[verified]: 640x480 Java Games
Mark submitted the game. Nokia paid him $500. Void Ranger was downloaded 12,000 times via infrared beaming and painfully slow GPRS connections.
In 2003, before the iPhone, before Android, before "responsive design" was even a phrase, there was the feature phone. And on that phone, with its tiny screen and numpad, ran Java ME (Micro Edition). The promised land for developers wasn't a 4K monitor; it was a canvas exactly .
He played Void Ranger again.
The ship appeared in the top-left corner. The enemies spawned off-screen to the right. You couldn't see your own score. It was unplayable. Not just broken— insultingly broken.

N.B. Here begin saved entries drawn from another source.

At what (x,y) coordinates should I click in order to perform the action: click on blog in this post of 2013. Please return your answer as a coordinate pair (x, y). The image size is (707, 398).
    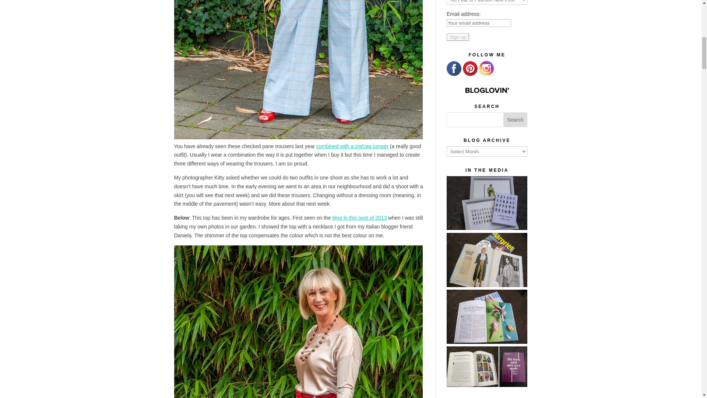
    Looking at the image, I should click on (359, 218).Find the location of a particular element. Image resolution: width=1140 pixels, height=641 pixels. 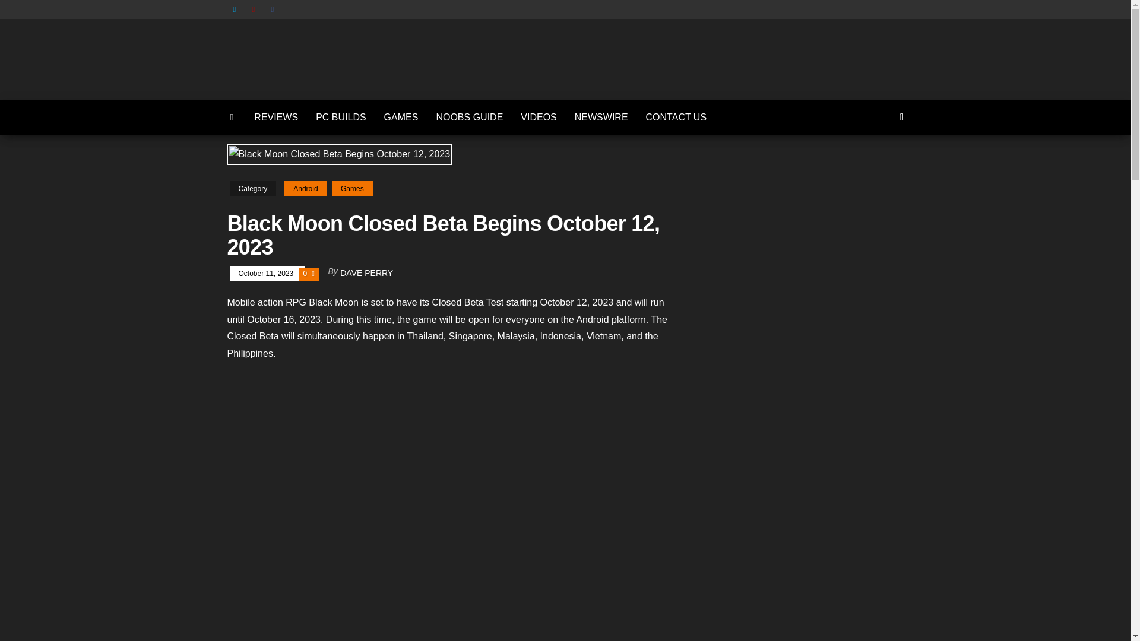

TWITTER is located at coordinates (236, 10).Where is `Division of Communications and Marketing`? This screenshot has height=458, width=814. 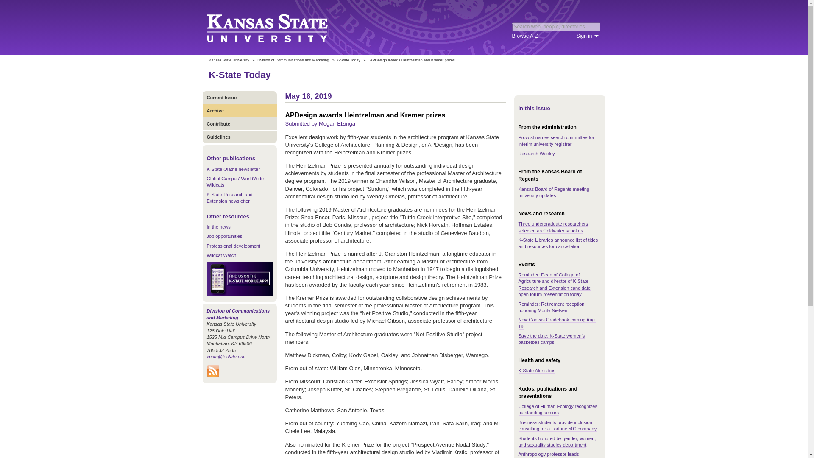 Division of Communications and Marketing is located at coordinates (238, 314).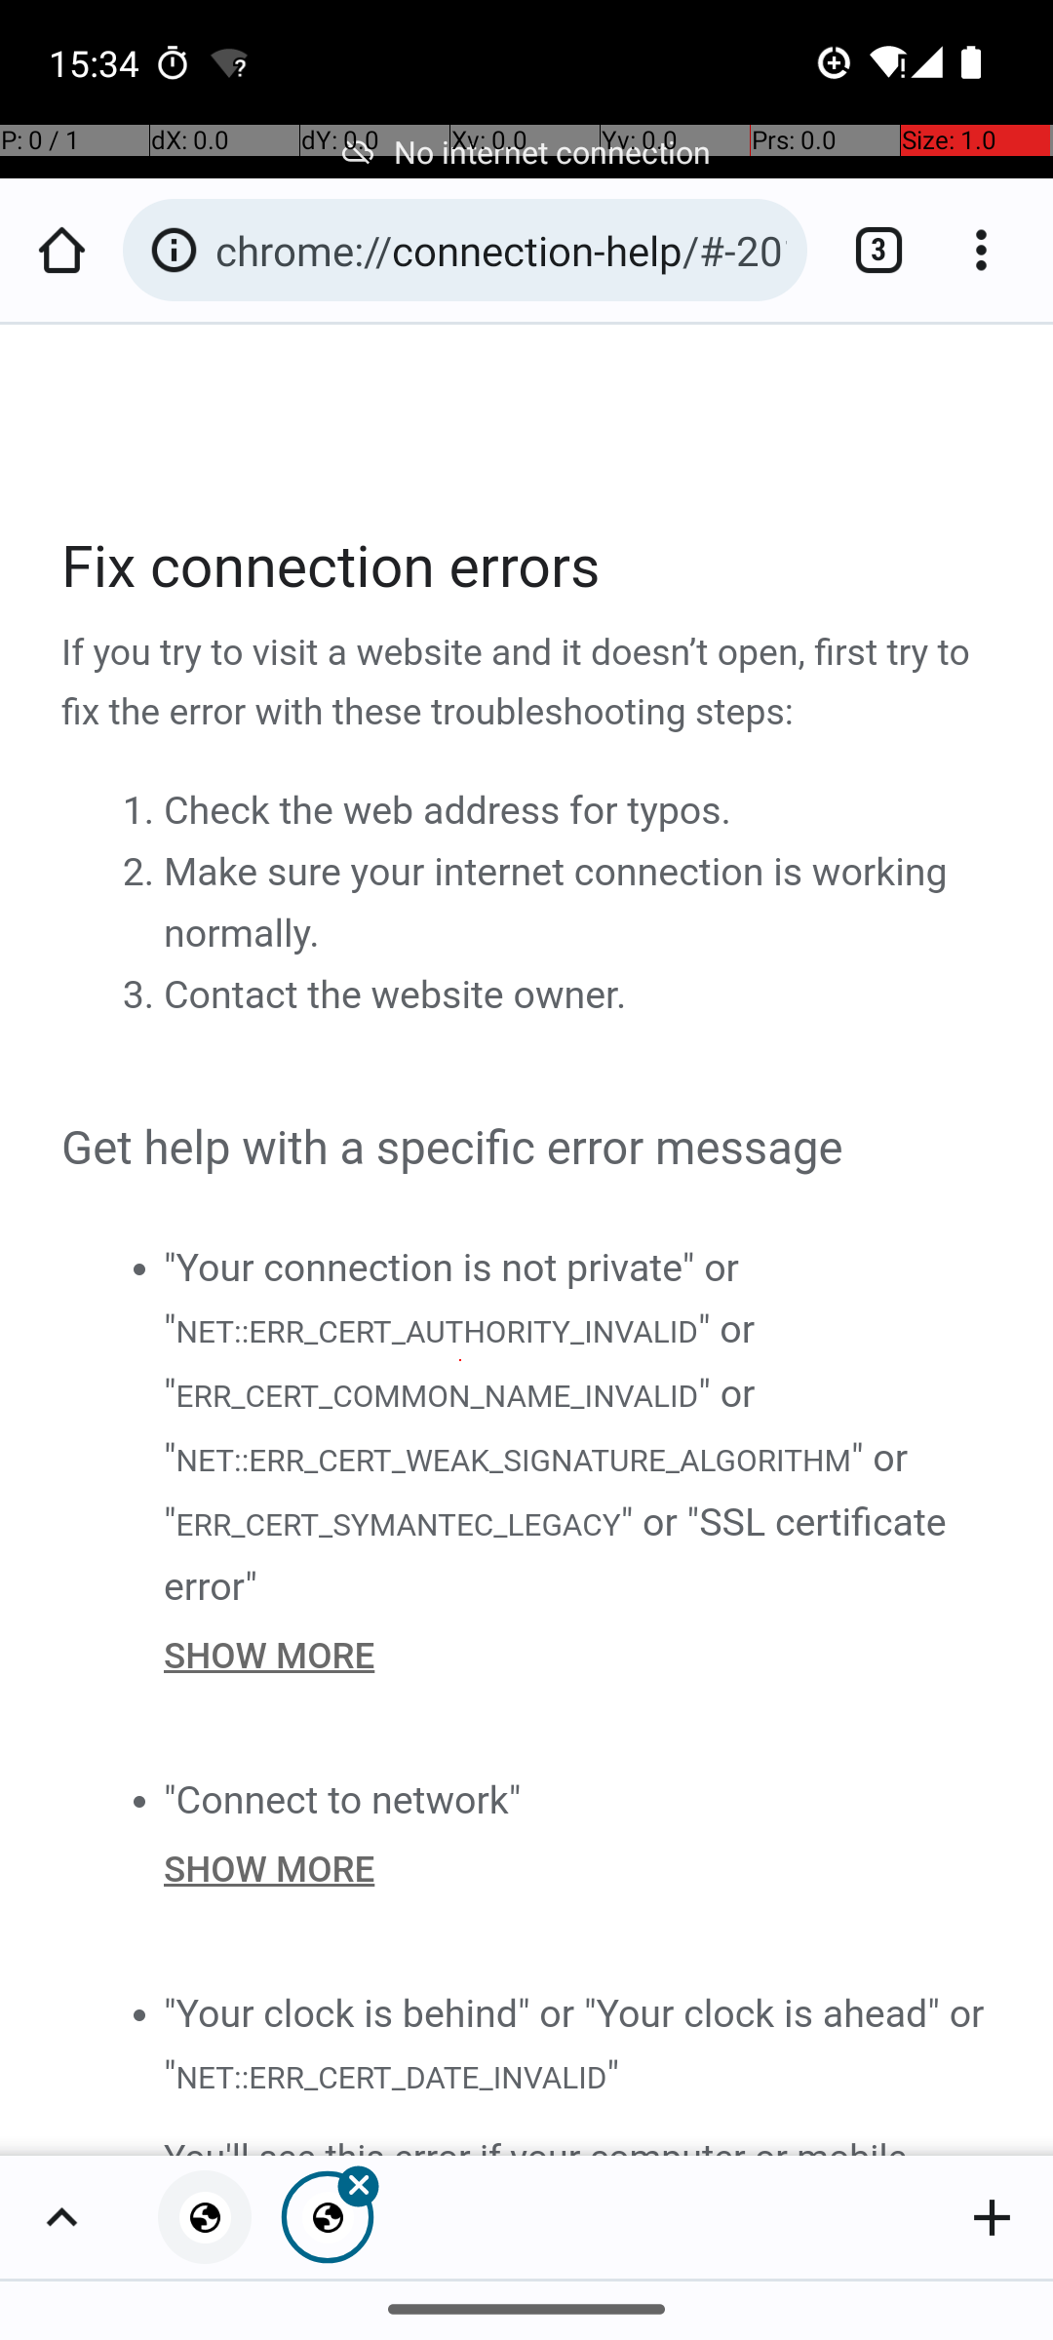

For a few years, Mark was a king. Then the iPhone launched in 2007. Capacitive touchscreens made numpads obsolete. Java ME vanished like morning frost. The 640x480 emulator was buried under layers of Android SDKs and Swift compilers. 640x480 Java Games
The day before the deadline, Mark deployed the game to a real phone—a loaner Nokia 6600. The screen was 176x208.
Mark’s weapon of choice? A cracked version of J2ME Wireless Toolkit 2.0 and a text editor that crashed if you sneezed. Mark submitted the game
The sprites were blocky. The explosions were just three rectangles. The framerate stuttered.